The following code is what I've come up with, but in the worst-case scenario it will take n^2+n point comparisons. Is there a more efficient algorithm for joining all these together?
function orderedPoints(segs){
segs = segs.concat(); // make a mutable copy
var seg = segs.pop(), pts = [seg.va], link = seg.vb;
for (var ct=segs.length;ct--;){
for (var i=segs.length;i--;){
if (segs[i].va==link){
seg = segs.splice(i,1)[0]; pts.push(seg.va); link = seg.vb;
break;
}else if (segs[i].vb==link){
seg = segs.splice(i,1)[0]; pts.push(seg.vb); link = seg.va;
break;
}
}
}
return pts;
}
If your polygon is convex, you can pick middle point of each line segment, then use convex hull algorithm to find convex polygon by middle items, after that, because you know what is the arrangement of middles and also you know which middle belongs to which segment, you can find an arrangement in original array.
If you just want to find a convex hull, use convex hull algorithm directly, it's O(n log n), which is fast enough, but also you can find a Quickhull algorithm in javascript here. quickhull is also in O(n logn), but in average, the worst case is O(n^2), but it's fast because of less constant factor.
but in the case of general algorithm:
Set one end of each segment as First, and another end as second (randomly).
Sort your segments by their first x and put it in array First after that in array first sort segments with same first x by their first y and put two extra int into your structure to save start and end position of items with same first x.
Then again sort your segments with the second x value, .... and make array second.
Above actions both are in O(n log n).
Now pick first segment in array First, search for its second x value in both arrays First and second, in the case you find similar values, search for their y values in related subarray (you have start and end position of items with same x). You know there is only one segment with this order (also is not current segment), so finding next segment takes O(log n) and because in all there is n-1 next segment it takes O(n logn) (also preprocessing), which is extremely faster than O(n^2).
It should be possible to turn the points into a (double, unordered?) linked list in linear time:
for (var i=0; i<segments.length; i++) {
var a = segments[i].va,
b = segments[i].vb;
// nexts being the two adjacent points (in unknown order)

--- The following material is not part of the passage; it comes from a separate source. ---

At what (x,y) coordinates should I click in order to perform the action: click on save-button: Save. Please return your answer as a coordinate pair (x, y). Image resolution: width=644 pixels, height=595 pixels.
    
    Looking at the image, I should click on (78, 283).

if (a.nexts) a.nexts.push(b); else a.nexts = [b];
if (b.nexts) b.nexts.push(a); else b.nexts = [a];
}
Now you can iterate it to build the array:
var prev = segments[0].va,
start = segments[0].vb, // start somewhere, in some direction
points = [],
cur = start;
do {
points.push(cur);
var nexts = cur.nexts,
next = nexts[0] == prev ? nexts[1] : nexts[0];
delete cur.nexts; // un-modify the object
prev = cur;
cur = next;
} while (cur && cur != start)
return points;
If you do not want to modify the objects, an EcmaScript6 Map (with object keys) would come in handy. As a workaround, you could use a JSON serialisation of your point coordinates as keys of a normal object, however you are then limited to polygons that do not contain a coordinate twice. Or just use the unique voronoiId property that your library adds to the vertices for identifying them.

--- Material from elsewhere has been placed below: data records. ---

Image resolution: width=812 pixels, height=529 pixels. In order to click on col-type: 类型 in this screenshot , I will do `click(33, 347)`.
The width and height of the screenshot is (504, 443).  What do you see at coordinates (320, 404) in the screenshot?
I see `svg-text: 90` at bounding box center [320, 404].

For a convex polygon, you don't even need to know the side segments. You just need a bunch of vertices. The procedure to order the vertices is pretty simple.
average all the vertices together to get a point inside the polygon. note that this doesn't even need to be the centroid. it just needs to be a point inside the polygon. call this point C.
for each vertex V[i], compute the angle the line segment from V[i] to C forms with the line segment from V[i] to V[i]+(1,0). call this a[i].
sort the angles of vertices using the vertices as satellite data.
the sorted vertices are in order around the polygon. there are some redundancies that you can remove. 1 runs in linear time, 2 runs in linear time, 3 runs in n log n.